In the city, Democrats might be tempted to twist lines to make it harder for Rep. Nicole Malliotakis to win reelection by combining liberal sections of Brooklyn with her Staten Island district. Democrats might also consider shifting lines on Long Island and in the Hudson Valley.

But the scale of Democrats’ ambitions was not immediately clear.

Monday’s move seemed likely to set up another high-stakes legal battle between the two parties. The national Democratic party has focused on New York’s swing seats as possible pickups after the GOP flipped four districts in the midterms.

State Sen. Michael Gianaris, the deputy majority leader and a key player in the redistricting process, told reporters that there are “plenty of defects” in the Independent Redistricting Commission’s map, suggesting it would have diluted the votes of so-called communities of interest that are made up of common characteristics such as ethnicity.

He insisted Democrats would not draw a map to help their own party. “We’re prohibited from doing that,” said Gianaris, a progressive Queens Democrat.

The state’s highest court, the Court of Appeals, recently sided once with Democrats, accepting their case that the Independent Redistricting Commission should get another crack at crafting the map after it deadlocked in 2022 during a once-a-decade redistricting process.

In 2022, the failure of the commission set off a chaotic process in which Democrats designed a map to their clear advantage, before the Court of Appeals ruled 4 to 3 that their map was unlawfully partisan. An independent expert in Pennsylvania drew different lines, which were used in the midterms and remain the controlling borders for New York’s House delegation.

But the Court of Appeals was shaken up after the 2022 ruling, with Gov. Hochul, a Democrat, appointing a new liberal judge. The court then decided, in a 4-to-3 December decision, to reopen the process and return it to the Independent Redistricting Commission.

But in a sometimes defensive majority opinion, Chief Judge Rowan Wilson insisted that the court’s decision was not inconsistent with its map finding the previous year, when he had been in the minority.

“We are holding the IRC and legislature to what the Constitution demands and will do so as often as necessary to secure compliance with its mandate,” he wrote.
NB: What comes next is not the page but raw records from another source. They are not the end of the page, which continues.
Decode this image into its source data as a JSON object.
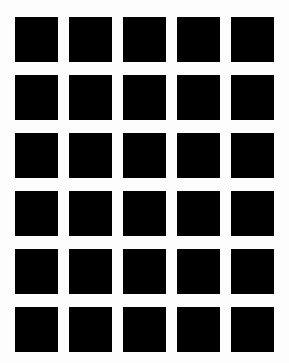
{
  "image": {
    "background_color": "#fdfdfd",
    "square_color": "#000000"
  },
  "grid": {
    "columns": 5,
    "rows": 6,
    "cells": [
      [
        1,
        1,
        1,
        1,
        1
      ],
      [
        1,
        1,
        1,
        1,
        1
      ],
      [
        1,
        1,
        1,
        1,
        1
      ],
      [
        1,
        1,
        1,
        1,
        1
      ],
      [
        1,
        1,
        1,
        1,
        1
      ],
      [
        1,
        1,
        1,
        1,
        1
      ]
    ]
  }
}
Hochul’s most recent appointee, Caitlin Halligan, recused herself from the case and Dianne Renwick, an appellate division judge in Manhattan, stepped in and offered the decisive vote in the Democrats’ favor.

A dissenter, Judge Anthony Cannataro, a Westchester County Democrat, wrote that the court had reached its result for “one reason and one reason only: because the composition of this Court has changed.”

Some expected the Independent Redistricting Commission to deadlock again, possibly offering Democratic lawmakers cover to draw a new map. But the commission voted 9 to 1 to authorize a compromise, putting Democrats in a pickle. Into Monday, it was unclear if the party might wave a white flag and accept the compromise.

The GOP urged the adoption of the compromise. But instead, the Democrats who control both chambers of the state Legislature chose to spike the bipartisan map.

The Republican minority leader in the state Senate, Rob Ortt, said in a Monday statement that “Albany Democrats are once again poised to create their own gerrymandered maps in another shameful power grab.”

If the Democratic majority in the Legislature redraws the House map to their own party’s advantage in a way that is viewed as obviously partisan, the liberal majority on the Court of Appeals may be uncomfortable rubber-stamping it.

Gianaris said members of the state Senate and the Assembly had not reached an agreement on a replacement map plan. The clock is ticking: the primary is scheduled for June.

On Monday, the Senate rejected the bipartisan plan by a vote of 40 to 17. The Assembly voted it down 99 to 47.